When Chhattisgarh was carved out of Madhya Pradesh in 2000, Raipur found the spotlight turned on itself?it was suddenly the state capital but had very little in the name of infrastructure. A government hospital was turned into the Mantralaya and the state held its first assembly session in a make-shift tent in a school ground. Later, the building that housed the Rajiv Gandhi Watershed Mission and Research Centre was converted into the state assembly. The district circuit house became Raj Bhawan and the collector?s bungalow the chief minister?s residence.

Today, like most other Indian cities and town, Raipur is an urban mess. Vehicles find their way through the crowded city centre on the sheer strength of their blaring horns and the water and sewage system is on the brink of collapse. Black dust from the sponge iron plants on the city?s fringes hangs over the city?s air.

It was Ajit Jogi, the state?s first chief minister, who came up with the idea of a new city. In March 2003, Congress president Sonia Gandhi laid the foundation stone at Pauta village, about 20 km from the present city. The BJP government, which came to power in the December 2003 elections, initially had reservations. But the present Raman Singh government excluded Pauta village, where Sonia Gandhi had laid the foundation, but decided to go ahead with the capital plan.

?Naya Raipur?, wedged between NH-6 and NH-43 and 6 km from the state?s Mana airport, is a burst of green. Town planners say they propose to keep it that way, with one-fourth of the city?s total area as green cover. The city will have 2,500 hectares of public places, parks and landscaped greens.

The New Raipur Development Authority (NRDA) is the nodal agency for implementing the project. N Baijendra Kumar, NDRA vice-chairman and the state?s Principal Secretary, says the bulk of the projects in Naya Raipur will come up on the Public-Private-Partnership (PPP) model. M/s CES, New Delhi, and City and Industrial Development Corporation (CIDCO), Navi Mumbai, have been chosen as the prime consultants for preparing the Master Plan. Three construction companies, IVRCL Infrastructure and Project Limited, Mumbai; ERA Infra Engineering Limited and RAMKEY Infrastructure Limited, besides a host of other companies, have won contracts for key building projects in the new city.

Work on the Rs 180-crore state secretariat is on in full swing. ?We plan to shift the Mantralaya by November 2011. Land has already been earmarked for the Vidhan Sabha and the Raj Bhawan, which will be shifted in the second phase,? said NRDA Chief Executive Officer SS Bajaj.

Naya Raipur, with a proposed road length of 225 kilometres, will be the first green-field city in India to have dedicated bus lanes. Like Putrajaya, the city will have a ?grid-pattern plan?, in which streets run at right angles to each other.

The city is also being promoted as a knowledge hub. The Hidayatullah National Law University (HNLU), a premier state-run law school, has already moved into its new campus in Naya Raipur. Besides, 200 acres have been allotted for the proposed Indian Institute of Management (IIM) near Pauta village, bringing this area back to the new capital zone. NRDA has also allotted land to the National Thermal Power Corporation to set up an Indian Institute of Information & Technology (IIIT).

NRDA has acquired about 90% of the land required for the project. Of this, the Authority purchased 3,200 hectares of private land from farmers at a rate of Rs 10 lakh per acre and granted them a stamp duty exemption for purchase of land elsewhere. Plus, 2,777 hectares of government land have already been transferred to NRDA. Only 220 hectares have been acquired under the Land Acquisition Act.

By 2031, the town planners say, Naya Raipur will be a full-fledged city with an estimated population of 5.6 lakh. The Railways has agreed to lay a new line and set up a new station in Naya Raipur. The new capital will also have air connectivity as it is a seven-minute drive to the present Mana airport, which is also being upgraded.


(Work instruction):
Within the records that follow, find every line containing the string "Valid". Copy those lines.

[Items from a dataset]
++++

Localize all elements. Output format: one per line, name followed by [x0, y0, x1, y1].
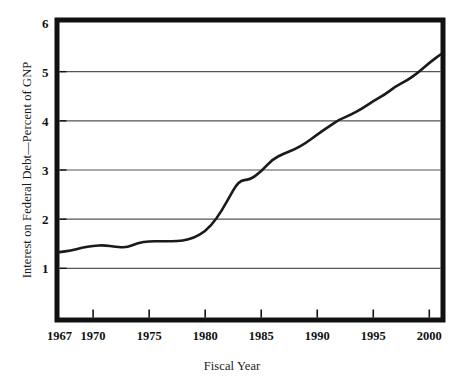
x-tick-label-1967: 1967	[47, 329, 72, 343]
y-tick-label-4: 4	[42, 114, 49, 129]
y-tick-label-3: 3	[42, 163, 49, 178]
y-tick-label-1: 1	[42, 261, 49, 276]
x-tick-label-1970: 1970	[81, 329, 106, 343]
line-chart-canvas: 19671970197519801985199019952000 123456 …	[0, 0, 469, 388]
y-tick-label-2: 2	[42, 212, 49, 227]
y-axis-title: Interest on Federal Debt—Percent of GNP	[20, 62, 34, 279]
x-tick-label-2000: 2000	[417, 329, 442, 343]
x-tick-label-1995: 1995	[361, 329, 386, 343]
x-tick-label-1990: 1990	[305, 329, 330, 343]
y-tick-label-5: 5	[42, 65, 49, 80]
x-axis-title: Fiscal Year	[204, 359, 261, 373]
y-tick-label-6: 6	[42, 16, 49, 31]
x-tick-label-1975: 1975	[137, 329, 162, 343]
x-tick-label-1985: 1985	[249, 329, 274, 343]
x-tick-label-1980: 1980	[193, 329, 218, 343]
chart-figure: 19671970197519801985199019952000 123456 …	[0, 0, 469, 388]
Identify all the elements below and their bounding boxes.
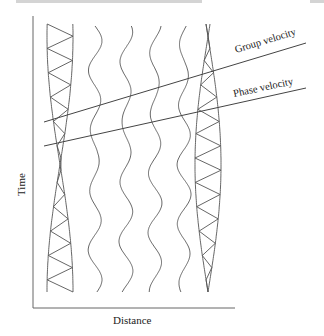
right-envelope	[195, 24, 221, 292]
envelope-edge-right	[47, 24, 73, 292]
phase-velocity-line	[44, 88, 306, 146]
wave-trace	[177, 26, 191, 292]
wave-traces	[88, 26, 191, 292]
x-axis-label: Distance	[113, 314, 152, 326]
wave-trace	[148, 26, 162, 292]
wave-diagram: Group velocity Phase velocity Time Dista…	[0, 0, 324, 336]
envelope-edge-left	[206, 24, 221, 292]
envelope-zigzag	[195, 24, 221, 292]
left-envelope	[47, 24, 73, 292]
envelope-edge-right	[195, 24, 210, 292]
wave-trace	[88, 26, 102, 292]
envelope-edge-left	[47, 24, 73, 292]
envelope-zigzag	[47, 24, 73, 292]
y-axis-label: Time	[15, 173, 27, 196]
phase-velocity-label: Phase velocity	[232, 75, 295, 99]
wave-trace	[119, 26, 133, 292]
group-velocity-label: Group velocity	[233, 26, 297, 55]
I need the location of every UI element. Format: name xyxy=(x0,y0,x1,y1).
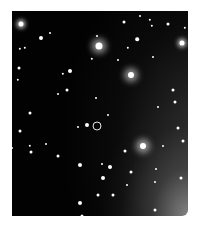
star xyxy=(62,73,64,75)
star xyxy=(85,123,89,127)
star xyxy=(128,72,134,78)
star xyxy=(19,22,24,27)
star xyxy=(57,93,59,95)
star xyxy=(177,127,180,130)
star xyxy=(107,114,109,116)
star xyxy=(162,145,164,147)
star xyxy=(180,177,183,180)
star xyxy=(77,126,79,128)
star xyxy=(49,32,51,34)
star xyxy=(12,147,13,149)
star xyxy=(180,41,185,46)
star xyxy=(39,36,43,40)
star xyxy=(45,143,47,145)
star xyxy=(154,209,157,212)
star xyxy=(135,37,139,41)
star xyxy=(101,163,103,165)
star-field-image xyxy=(12,11,188,216)
star xyxy=(167,23,170,26)
star xyxy=(66,89,69,92)
star xyxy=(130,171,133,174)
star xyxy=(78,163,82,167)
star xyxy=(17,79,19,81)
star xyxy=(108,165,112,169)
star xyxy=(149,19,151,21)
star xyxy=(184,27,186,29)
star xyxy=(96,35,98,37)
star xyxy=(174,101,177,104)
star xyxy=(126,184,128,186)
star xyxy=(172,89,175,92)
star xyxy=(18,67,21,70)
star xyxy=(139,15,141,17)
star xyxy=(152,56,154,58)
star xyxy=(57,155,60,158)
star xyxy=(182,140,185,143)
star xyxy=(117,59,119,61)
star xyxy=(123,21,126,24)
star xyxy=(30,151,33,154)
star xyxy=(29,112,32,115)
star xyxy=(154,181,156,183)
star xyxy=(68,69,72,73)
star xyxy=(78,201,82,205)
star xyxy=(81,215,84,217)
star xyxy=(157,106,159,108)
star xyxy=(127,47,129,49)
star xyxy=(112,194,115,197)
star xyxy=(95,97,97,99)
star xyxy=(19,48,21,50)
star xyxy=(91,58,93,60)
target-circle-marker xyxy=(93,122,102,131)
star xyxy=(29,145,31,147)
star xyxy=(140,143,146,149)
star xyxy=(124,150,127,153)
star xyxy=(97,194,100,197)
star xyxy=(24,47,26,49)
star xyxy=(155,168,157,170)
star xyxy=(96,43,103,50)
star xyxy=(19,130,22,133)
star xyxy=(101,176,105,180)
star xyxy=(151,25,153,27)
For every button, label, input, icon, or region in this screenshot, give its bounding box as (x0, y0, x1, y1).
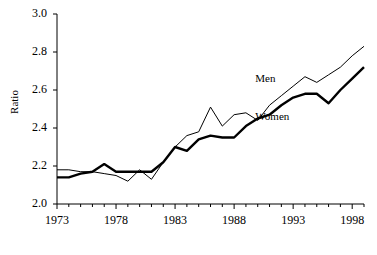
y-axis-ticks (53, 14, 57, 204)
x-axis-ticks (57, 204, 364, 209)
data-series (57, 46, 364, 181)
plot-area (0, 0, 377, 255)
ratio-line-chart: Ratio 2.02.22.42.62.83.0 197319781983198… (0, 0, 377, 255)
series-line-men (57, 46, 364, 181)
series-line-women (57, 67, 364, 177)
axes (57, 14, 364, 204)
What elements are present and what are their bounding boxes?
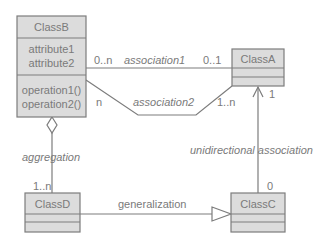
class-b[interactable]: ClassB attribute1 attribute2 operation1(… bbox=[17, 16, 86, 117]
class-c[interactable]: ClassC bbox=[231, 193, 285, 232]
unidirectional-source-multiplicity: 0 bbox=[267, 180, 273, 192]
association1-source-multiplicity: 0..n bbox=[94, 54, 112, 66]
aggregation-diamond-icon bbox=[47, 117, 57, 133]
unidirectional-association-label: unidirectional association bbox=[190, 144, 313, 156]
association2-label: association2 bbox=[133, 96, 194, 108]
generalization-label: generalization bbox=[118, 198, 187, 210]
generalization-triangle-icon bbox=[212, 207, 231, 221]
uml-class-diagram: ClassB attribute1 attribute2 operation1(… bbox=[0, 0, 329, 248]
association2-target-multiplicity: 1..n bbox=[217, 96, 235, 108]
association1-target-multiplicity: 0..1 bbox=[203, 54, 221, 66]
class-b-name: ClassB bbox=[34, 21, 69, 33]
class-b-operation: operation2() bbox=[22, 98, 81, 110]
unidirectional-target-multiplicity: 1 bbox=[269, 88, 275, 100]
class-c-name: ClassC bbox=[240, 198, 276, 210]
class-d[interactable]: ClassD bbox=[25, 193, 80, 232]
association1-label: association1 bbox=[124, 54, 185, 66]
class-b-operation: operation1() bbox=[22, 84, 81, 96]
class-d-name: ClassD bbox=[35, 198, 71, 210]
association2-source-multiplicity: n bbox=[96, 96, 102, 108]
aggregation-multiplicity: 1..n bbox=[33, 180, 51, 192]
class-a-name: ClassA bbox=[241, 53, 277, 65]
aggregation-label: aggregation bbox=[22, 151, 80, 163]
class-a[interactable]: ClassA bbox=[232, 49, 284, 86]
class-b-attribute: attribute2 bbox=[29, 57, 75, 69]
class-b-attribute: attribute1 bbox=[29, 43, 75, 55]
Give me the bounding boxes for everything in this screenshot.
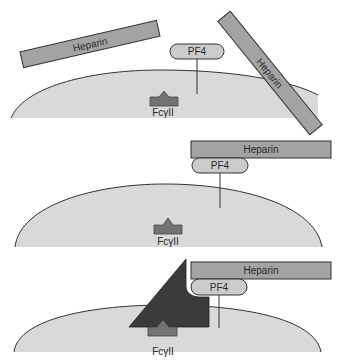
heparin-molecule: Heparin xyxy=(191,141,331,158)
heparin-label: Heparin xyxy=(243,144,278,155)
heparin-molecule: Heparin xyxy=(20,20,160,67)
pf4-molecule: PF4 xyxy=(191,279,247,295)
fc-receptor-label: FcγII xyxy=(152,346,174,357)
hit-mechanism-diagram: PF4 Heparin Heparin FcγII Heparin PF4 xyxy=(0,0,350,362)
fc-receptor-label: FcγII xyxy=(157,236,179,247)
pf4-label: PF4 xyxy=(210,282,229,293)
pf4-label: PF4 xyxy=(211,160,230,171)
panel-3: Heparin PF4 FcγII xyxy=(14,259,331,357)
fc-receptor-label: FcγII xyxy=(152,107,174,118)
pf4-molecule: PF4 xyxy=(192,158,248,173)
heparin-label: Heparin xyxy=(243,265,278,276)
panel-1: PF4 Heparin Heparin FcγII xyxy=(11,11,322,135)
panel-2: Heparin PF4 FcγII xyxy=(15,141,331,247)
heparin-molecule: Heparin xyxy=(191,262,331,279)
pf4-label: PF4 xyxy=(188,46,207,57)
pf4-molecule: PF4 xyxy=(170,44,224,59)
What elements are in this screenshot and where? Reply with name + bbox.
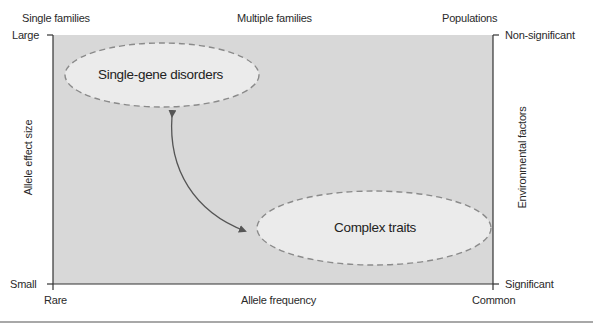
node-single-gene-disorders: Single-gene disorders bbox=[98, 68, 223, 82]
node-complex-traits: Complex traits bbox=[334, 221, 416, 235]
bottom-axis-left-label: Rare bbox=[44, 295, 67, 306]
left-axis-title: Allele effect size bbox=[23, 108, 34, 208]
left-axis-top-label: Large bbox=[12, 30, 39, 41]
right-axis-bottom-label: Significant bbox=[505, 279, 554, 290]
bottom-divider bbox=[0, 321, 593, 323]
right-axis-top-label: Non-significant bbox=[505, 30, 575, 41]
bottom-axis-title: Allele frequency bbox=[241, 295, 316, 306]
double-arrow-icon bbox=[172, 116, 245, 231]
bottom-axis-right-label: Common bbox=[472, 295, 515, 306]
left-axis-bottom-label: Small bbox=[10, 279, 37, 290]
right-axis-title: Environmental factors bbox=[517, 98, 528, 218]
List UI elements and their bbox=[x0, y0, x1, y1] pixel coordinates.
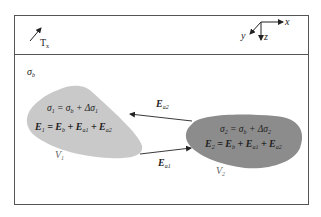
region-1-volume-label: V1 bbox=[55, 150, 64, 161]
diagram: Tx x y z σb σ1 = σb + Δσ1 E1 = Eb + Ea1 … bbox=[0, 0, 321, 217]
background-conductivity-label: σb bbox=[27, 67, 35, 78]
field-arrow-ea1 bbox=[140, 148, 191, 154]
region-2-volume-label: V2 bbox=[216, 166, 225, 177]
region-1-conductivity-equation: σ1 = σb + Δσ1 bbox=[47, 104, 98, 114]
axis-y-label: y bbox=[241, 31, 245, 41]
axis-x-label: x bbox=[285, 17, 289, 27]
field-arrow-ea2 bbox=[130, 114, 192, 121]
region-2-field-equation: E2 = Eb + Ea1 + Ea2 bbox=[205, 139, 282, 150]
region-2-conductivity-equation: σ2 = σb + Δσ2 bbox=[220, 125, 271, 135]
transmitter-label: Tx bbox=[40, 38, 49, 49]
axis-z-label: z bbox=[264, 32, 268, 42]
region-1-field-equation: E1 = Eb + Ea1 + Ea2 bbox=[35, 122, 112, 133]
field-label-ea2: Ea2 bbox=[156, 99, 169, 110]
field-label-ea1: Ea1 bbox=[158, 158, 171, 169]
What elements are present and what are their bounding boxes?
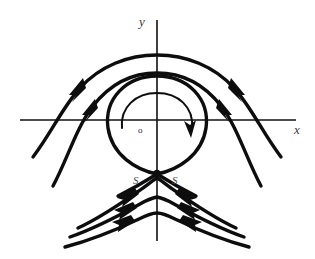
phase-portrait-figure: y x o S S (0, 0, 315, 259)
y-axis-label: y (137, 14, 145, 29)
saddle-label-right: S (172, 174, 178, 186)
origin-label: o (138, 125, 143, 135)
saddle-point-marker-group (153, 170, 161, 178)
saddle-point-marker (153, 170, 161, 178)
saddle-label-left: S (133, 174, 139, 186)
phase-portrait-canvas: y x o S S (0, 0, 315, 259)
x-axis-label: x (293, 122, 300, 137)
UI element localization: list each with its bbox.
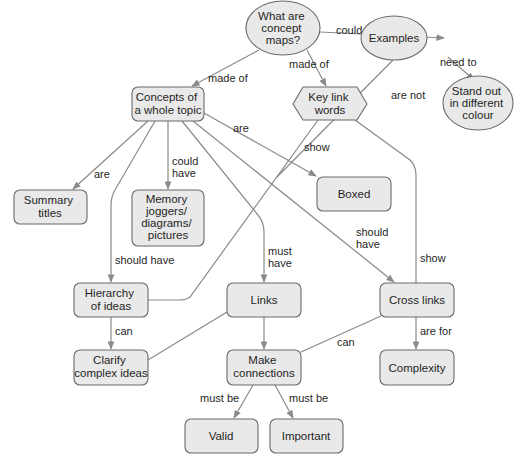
svg-text:Boxed: Boxed	[338, 188, 371, 200]
edge-label: need to	[440, 56, 477, 68]
svg-text:Memory joggers/: Memory joggers/ diagrams/ pictures	[141, 193, 195, 241]
node-valid[interactable]: Valid	[185, 419, 258, 453]
node-examples[interactable]: Examples	[361, 16, 427, 60]
node-clarify[interactable]: Clarify complex ideas	[74, 350, 148, 385]
edge-concepts-boxed[interactable]	[204, 113, 316, 176]
svg-text:Cross links: Cross links	[389, 294, 445, 306]
node-links[interactable]: Links	[227, 283, 301, 317]
edge-label: are for	[420, 325, 452, 337]
svg-text:Complexity: Complexity	[389, 362, 446, 374]
edge-label: must be	[289, 392, 328, 404]
edge-label: show	[304, 141, 330, 153]
svg-text:Hierarchy of ideas: Hierarchy of ideas	[85, 287, 137, 312]
concept-map-canvas: could include need to made of made of ar…	[0, 0, 525, 467]
node-concepts[interactable]: Concepts of a whole topic	[132, 87, 204, 121]
svg-text:Concepts of a whole to: Concepts of a whole topic	[134, 91, 201, 116]
edge-label: are	[94, 168, 110, 180]
edge-label: can	[337, 336, 355, 348]
edge-label: should have	[115, 254, 174, 266]
svg-text:Key link words: Key link words	[308, 91, 351, 116]
node-complexity[interactable]: Complexity	[380, 350, 454, 385]
edge-label: can	[115, 325, 133, 337]
edge-label: are	[233, 122, 249, 134]
node-root[interactable]: What are concept maps?	[246, 1, 320, 55]
edge-label: show	[420, 252, 446, 264]
node-stand-out[interactable]: Stand out in different colour	[443, 76, 513, 130]
node-summary-titles[interactable]: Summary titles	[14, 190, 87, 224]
svg-text:Examples: Examples	[369, 32, 420, 44]
node-important[interactable]: Important	[270, 419, 343, 453]
node-hierarchy[interactable]: Hierarchy of ideas	[74, 283, 148, 317]
edge-label: made of	[208, 72, 249, 84]
edge-links-clarify[interactable]	[148, 312, 227, 360]
node-make-connections[interactable]: Make connections	[227, 350, 301, 385]
svg-text:Valid: Valid	[209, 430, 234, 442]
node-key-link-words[interactable]: Key link words	[293, 87, 367, 120]
edge-label: must be	[200, 392, 239, 404]
node-boxed[interactable]: Boxed	[317, 177, 391, 211]
edge-label: have	[356, 238, 380, 250]
svg-text:Links: Links	[251, 294, 278, 306]
edge-label: have	[172, 167, 196, 179]
edge-label: have	[268, 257, 292, 269]
edge-label: must	[268, 245, 292, 257]
svg-text:Important: Important	[282, 430, 331, 442]
edge-label: should	[356, 226, 388, 238]
node-memory-joggers[interactable]: Memory joggers/ diagrams/ pictures	[132, 190, 204, 246]
edge-label: made of	[289, 58, 330, 70]
edge-concepts-summary[interactable]	[73, 121, 148, 189]
edge-label: could	[172, 155, 198, 167]
node-cross-links[interactable]: Cross links	[380, 283, 454, 317]
edge-label: are not	[391, 89, 425, 101]
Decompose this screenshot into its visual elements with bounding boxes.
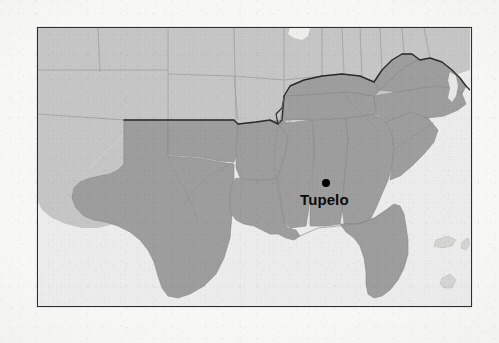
us-southeast-map [38, 28, 470, 305]
state-oklahoma [168, 120, 238, 162]
state-tennessee [282, 92, 376, 120]
city-marker-tupelo [322, 179, 330, 187]
city-label-tupelo: Tupelo [300, 191, 349, 208]
map-frame: Tupelo [37, 27, 472, 307]
map-page: Tupelo [0, 0, 499, 343]
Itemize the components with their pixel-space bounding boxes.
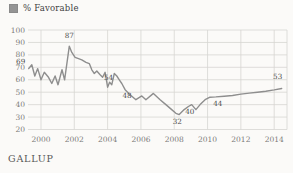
data-point-label: 53 — [273, 72, 283, 81]
source-label: GALLUP — [8, 153, 54, 164]
y-axis-tick-label: 50 — [15, 88, 25, 97]
data-point-label: 48 — [123, 91, 133, 100]
data-point-label: 87 — [65, 31, 75, 40]
y-axis-tick-label: 100 — [11, 26, 26, 35]
y-axis-tick-label: 30 — [15, 113, 25, 122]
data-point-label: 40 — [185, 107, 195, 116]
x-axis-tick-label: 2012 — [231, 135, 250, 144]
x-axis-tick-label: 2014 — [265, 135, 284, 144]
data-point-label: 54 — [104, 73, 114, 82]
x-axis-tick-label: 2006 — [131, 135, 150, 144]
data-point-label: 69 — [16, 57, 26, 66]
legend-label: % Favorable — [23, 3, 79, 13]
x-axis-tick-label: 2008 — [165, 135, 184, 144]
legend-swatch-icon — [9, 4, 18, 13]
data-point-label: 44 — [213, 99, 223, 108]
y-axis-tick-label: 90 — [15, 38, 25, 47]
y-axis-tick-label: 20 — [15, 125, 25, 134]
chart-card: % Favorable 1009080706050403020200020022… — [0, 0, 293, 173]
x-axis-tick-label: 2004 — [98, 135, 117, 144]
favorability-line-chart: 1009080706050403020200020022004200620082… — [0, 0, 293, 173]
data-point-label: 32 — [173, 117, 182, 126]
x-axis-tick-label: 2000 — [31, 135, 50, 144]
chart-legend: % Favorable — [9, 3, 79, 13]
x-axis-tick-label: 2002 — [65, 135, 84, 144]
y-axis-tick-label: 40 — [15, 100, 25, 109]
x-axis-tick-label: 2010 — [198, 135, 217, 144]
y-axis-tick-label: 60 — [15, 75, 25, 84]
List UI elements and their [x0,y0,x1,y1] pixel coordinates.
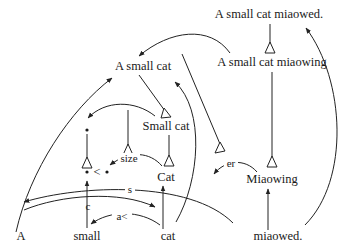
edge-label-s: s [128,183,132,195]
dot-right [105,170,108,173]
node-np: A small cat [115,59,172,73]
node-nbar: Small cat [143,119,190,133]
arrow-progressive-to-np [139,34,230,56]
arrow-cat-to-np [175,82,196,222]
triangle-icon [164,155,174,166]
triangle-icon [265,42,275,53]
triangle-icon [215,142,225,153]
edge-label-size: size [120,152,137,164]
less-than-sign: < [93,165,100,179]
triangle-icon [161,108,171,118]
arrow-a-to-np [16,78,112,232]
dot-top [85,128,88,131]
word-miaowed: miaowed. [254,229,303,243]
word-small: small [73,229,101,243]
triangle-icon [267,156,277,167]
arrow-nbar-to-dot [88,104,155,118]
word-a: A [16,229,25,243]
triangle-icon [82,157,92,168]
node-top-sentence: A small cat miaowed. [215,7,323,21]
node-cat-concept: Cat [157,170,175,184]
word-cat: cat [161,229,176,243]
edge-label-er: er [227,157,236,169]
node-progressive: A small cat miaowing [217,55,327,69]
edge-label-a-lt: a< [116,210,127,222]
derivation-diagram: A small cat miaowed. A small cat miaowin… [0,0,363,251]
link-np-nbar [139,75,165,111]
dot-left [85,170,88,173]
edge-label-c: c [86,200,91,212]
node-miaowing-concept: Miaowing [246,172,298,186]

++++

(Answer section):
node-valid[interactable]: Valid	[185, 419, 258, 453]
svg-text:Valid: Valid	[209, 430, 234, 442]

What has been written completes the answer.